It was supposed to be a celebration. Shohei Ohtani’s birthday weekend earlier this month brought balloons, cheers, and a packed crowd at Dodger Stadium, but not the outcome fans hoped for. The Dodgers dropped a second straight game to the Houston Astros, and while this one wasn’t the blowout Game 1 became, the loss still stung. Especially for Ohtani, who delivered two brilliant scoreless innings on the mound but couldn’t help the team with his bat.
After the game, the Japanese didn’t sugarcoat it. “Not quite happy with my offensive contribution,” he said bluntly, acknowledging the team’s slump, before further adding, “We’ve had a losing streak… It’s really important for us to win the next offensive and go home.” The usually reserved superstar sounded frustrated, not just with himself, but with the Dodgers offense as a whole.
Ohtani’s comments deeply resonated with Tyler Glasnow, who peeled back the curtain on his teammate’s mindset while speaking on Foul Territory. “He went and pitched his last time, shoved, was sitting a hundred, had a bunch of K’s, they had no chance,” Glasnow said. “And I went up to him like, ‘Hey man, great job pitching.’ And he goes, ‘No, I went 0-for-4.’”
Despite looking sharp on the mound in his last start before the break, Shohei Ohtani wasn’t pleased because he went 0-for-4 at the plate.
Tyler Glasnow: “I think the standard he holds himself to is extremely impressive.” pic.twitter.com/MqMi39vv48
— Foul Territory (@FoulTerritoryTV) July 21, 2025
It was that moment, Glasnow said, that truly impressed him. “The standard he holds himself to is extremely impressive… Both [pitching and hitting] have to be ironed out for him to feel satisfied,” he added.
Even on nights where most players would ride high off a lights-out pitching performance, Ohtani only sees the gap, the at-bats he didn’t convert, the runners he didn’t bring home. That elite-level dissatisfaction is what sets him apart, but also what can weigh heavily during a team-wide slump.
Still, Ohtani remain L.A.’s best shot at turning things around. And with teammates like Glasnow speaking up and holding the mirror of admiration to his perfectionism, maybe the Dodgers are just one spark away from igniting again.
Dodgers manager backs Shohei Ohtani after another sweep
Dodgers walked off the field on Sunday to a wave of concerned murmurs. Their 6–5 loss to the Milwaukee Brewers marked a sixth consecutive defeat at home, their longest skid at Dodger Stadium since 2017. That loss capped off a brutal stretch: 10 losses in their last 12 games, including two sweeps at the hands of the Brewers in under two weeks. A team once poised for cruise control now finds itself clinging to rhythm, identity, and answers.
But amid the chaos, one constant has been Shohei Ohtani. Even when the team stalls, the two-way marvel continues to show up as he did on Sunday with a two-run homer. “He’s doing everything we need from him,” manager Dave Roberts said after the latest loss.
The sense of urgency around the team is noticeable. The lineup shuffle, with a slumping Mookie Betts being move back to leadoff and Ohtani being slotted in at No. 2, reflects a search for a spark. It’s clear Ohtani is the Dodgers’ best shot at reversing course. With three innings lined up for his return to the rotation on Monday, the team is counting on the Japanese big time again.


## [Work request]
Look at every line of the material below and tally those containing "Choice". Reply with the total alone.

## [Study material]
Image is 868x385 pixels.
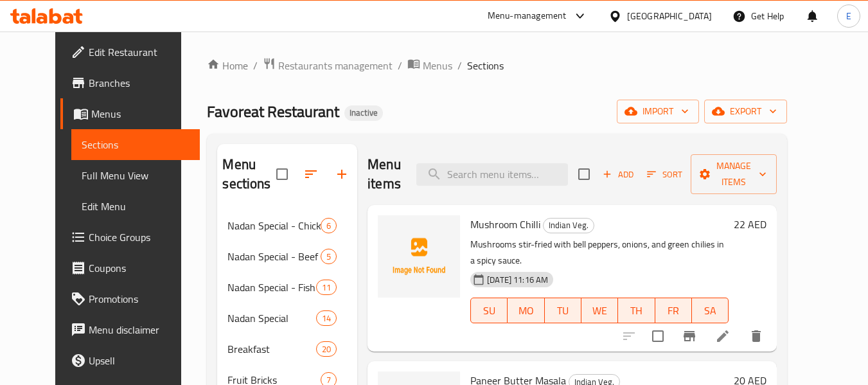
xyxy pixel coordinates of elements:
div: Indian Veg. [543,218,594,233]
button: Sort [644,165,686,184]
button: TH [618,298,655,324]
a: Full Menu View [71,160,201,191]
a: Edit Menu [71,191,201,222]
button: WE [582,298,618,324]
img: Mushroom Chilli [378,216,460,298]
span: Select to update [644,323,672,349]
span: Breakfast [227,341,315,356]
span: Promotions [89,291,190,307]
button: delete [741,321,772,352]
button: Branch-specific-item [675,321,705,352]
div: items [321,218,337,233]
span: TU [550,301,577,320]
div: Inactive [345,105,383,121]
button: Add section [326,159,357,190]
span: MO [513,301,539,320]
span: Sort [647,168,683,182]
span: Menu disclaimer [89,322,190,338]
span: 11 [317,282,336,294]
span: Restaurants management [278,58,393,73]
div: Nadan Special - Chicken6 [217,210,357,241]
button: MO [508,298,545,324]
a: Edit Restaurant [61,37,201,68]
button: SA [692,298,729,324]
li: / [397,58,403,73]
span: 20 [317,343,336,356]
span: Edit Restaurant [89,45,190,60]
span: [DATE] 11:16 AM [482,274,553,286]
span: 6 [322,220,336,232]
span: Branches [89,75,190,91]
button: SU [471,298,508,324]
span: Nadan Special - Chicken [227,218,321,233]
li: / [458,58,463,73]
span: Favoreat Restaurant [207,97,340,126]
span: Indian Veg. [544,218,594,233]
span: Choice Groups [89,229,190,245]
div: Breakfast20 [217,333,357,365]
span: Upsell [89,353,190,368]
span: TH [624,301,650,320]
h6: 22 AED [734,216,766,233]
span: Sort items [639,165,691,184]
span: Nadan Special [227,310,315,326]
div: items [316,310,337,326]
span: 14 [317,313,336,324]
div: Nadan Special - Beef5 [217,241,357,272]
span: Select section [570,160,598,188]
h2: Menu sections [223,155,276,193]
div: items [316,280,337,295]
nav: breadcrumb [207,57,788,74]
div: items [316,341,337,356]
span: Sections [467,58,504,73]
span: Edit Menu [82,199,190,214]
h2: Menu items [368,155,401,193]
a: Coupons [61,252,201,283]
span: 5 [322,250,336,263]
span: Mushroom Chilli [471,215,541,234]
a: Restaurants management [263,57,393,74]
a: Promotions [61,283,201,315]
span: SU [476,301,503,320]
span: Add item [598,165,639,184]
input: search [416,163,569,185]
a: Menu disclaimer [61,315,201,345]
span: Sections [82,137,190,152]
span: E [847,9,852,23]
li: / [253,58,258,73]
button: Manage items [691,154,777,194]
button: export [705,100,788,123]
button: Add [598,165,639,184]
a: Edit menu item [716,329,731,344]
span: Inactive [345,107,383,119]
a: Home [207,58,248,73]
div: items [321,249,337,264]
span: Menus [423,58,453,73]
span: Nadan Special - Beef [227,249,321,264]
a: Branches [61,68,201,98]
span: Full Menu View [82,168,190,184]
div: [GEOGRAPHIC_DATA] [627,9,712,23]
span: Add [601,168,635,182]
span: Menus [91,106,190,121]
span: WE [587,301,613,320]
span: Manage items [701,158,766,190]
p: Mushrooms stir-fried with bell peppers, onions, and green chilies in a spicy sauce. [471,236,729,268]
a: Upsell [61,345,201,376]
span: Nadan Special - Fish [227,280,315,295]
span: export [715,103,777,119]
a: Sections [71,129,201,160]
button: TU [545,298,582,324]
span: import [627,103,689,119]
span: FR [660,301,687,320]
button: FR [656,298,692,324]
button: import [617,100,700,123]
div: Menu-management [487,8,567,24]
span: Coupons [89,260,190,275]
a: Menus [61,98,201,129]
a: Choice Groups [61,222,201,252]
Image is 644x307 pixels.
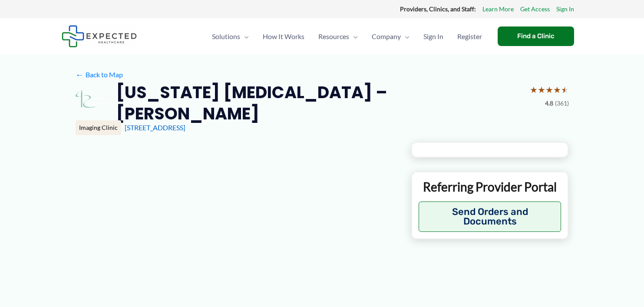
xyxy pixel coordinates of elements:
div: Imaging Clinic [76,120,121,135]
span: How It Works [263,21,305,52]
img: Expected Healthcare Logo - side, dark font, small [62,25,137,47]
span: Menu Toggle [240,21,249,52]
button: Send Orders and Documents [419,201,561,231]
span: (361) [555,97,569,109]
a: Learn More [483,4,514,15]
a: CompanyMenu Toggle [365,21,417,52]
h2: [US_STATE] [MEDICAL_DATA] – [PERSON_NAME] [116,81,523,125]
a: How It Works [256,21,312,52]
span: Sign In [423,21,444,52]
strong: Providers, Clinics, and Staff: [400,5,476,13]
span: ← [76,70,84,79]
a: Get Access [520,4,550,15]
span: ★ [545,81,553,97]
span: Menu Toggle [401,21,410,52]
p: Referring Provider Portal [419,179,561,194]
a: SolutionsMenu Toggle [205,21,256,52]
a: Register [451,21,489,52]
span: Company [372,21,401,52]
span: ★ [561,81,569,97]
nav: Primary Site Navigation [205,21,489,52]
a: ←Back to Map [76,68,123,81]
span: Menu Toggle [349,21,358,52]
span: ★ [538,81,545,97]
a: ResourcesMenu Toggle [312,21,365,52]
span: Register [458,21,482,52]
a: Sign In [557,4,574,15]
a: Find a Clinic [498,27,574,46]
span: Resources [319,21,349,52]
a: [STREET_ADDRESS] [125,123,185,131]
span: ★ [553,81,561,97]
span: ★ [530,81,538,97]
span: 4.8 [545,97,553,109]
a: Sign In [417,21,451,52]
span: Solutions [212,21,240,52]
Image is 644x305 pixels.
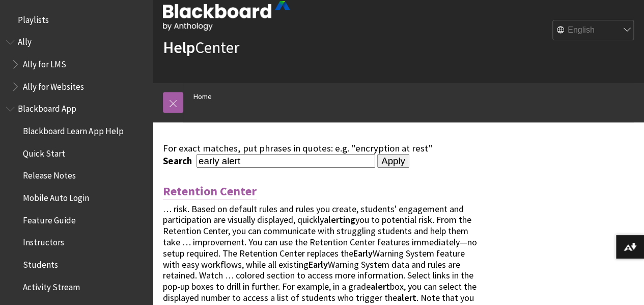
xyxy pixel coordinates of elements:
span: Playlists [17,11,49,25]
strong: alert [370,280,389,292]
span: Blackboard App [17,100,77,114]
span: Feature Guide [23,212,76,225]
img: Blackboard by Anthology [163,1,290,31]
span: Activity Stream [23,278,80,292]
select: Site Language Selector [552,20,634,41]
span: Quick Start [23,145,65,158]
span: Ally for LMS [23,56,66,69]
input: Apply [377,154,409,168]
strong: Early [353,248,373,259]
nav: Book outline for Anthology Ally Help [6,33,146,95]
strong: alert [397,292,416,303]
span: Mobile Auto Login [23,189,89,202]
strong: alerting [324,213,355,225]
span: Instructors [23,234,64,248]
span: Blackboard Learn App Help [23,122,123,136]
a: Retention Center [163,183,256,199]
strong: Help [163,38,195,58]
a: Home [193,90,211,103]
span: Ally [17,33,32,48]
strong: Early [309,258,328,270]
a: HelpCenter [163,38,239,58]
span: Release Notes [23,168,76,181]
div: For exact matches, put phrases in quotes: e.g. "encryption at rest" [163,142,483,154]
nav: Book outline for Playlists [6,11,146,28]
label: Search [163,155,195,167]
span: Ally for Websites [23,78,84,92]
span: Students [23,256,58,270]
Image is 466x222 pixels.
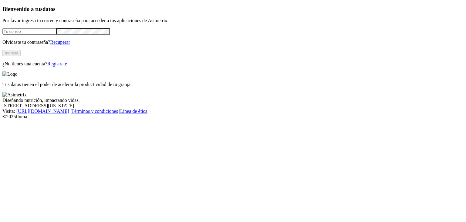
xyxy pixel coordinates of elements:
[2,6,464,12] h3: Bienvenido a tus
[43,6,56,12] span: datos
[2,103,464,108] div: [STREET_ADDRESS][US_STATE].
[2,108,464,114] div: Visita : | |
[2,114,464,119] div: © 2025 Iluma
[2,97,464,103] div: Diseñando nutrición, impactando vidas.
[120,108,148,114] a: Línea de ética
[50,39,70,45] a: Recuperar
[2,18,464,23] p: Por favor ingresa tu correo y contraseña para acceder a tus aplicaciones de Asimetrix:
[2,39,464,45] p: Olvidaste tu contraseña?
[2,50,21,56] button: Ingresa
[71,108,118,114] a: Términos y condiciones
[2,92,27,97] img: Asimetrix
[47,61,67,66] a: Regístrate
[2,71,18,77] img: Logo
[2,61,464,66] p: ¿No tienes una cuenta?
[16,108,69,114] a: [URL][DOMAIN_NAME]
[2,82,464,87] p: Tus datos tienen el poder de acelerar la productividad de tu granja.
[2,28,56,35] input: Tu correo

## [Result of the task]
2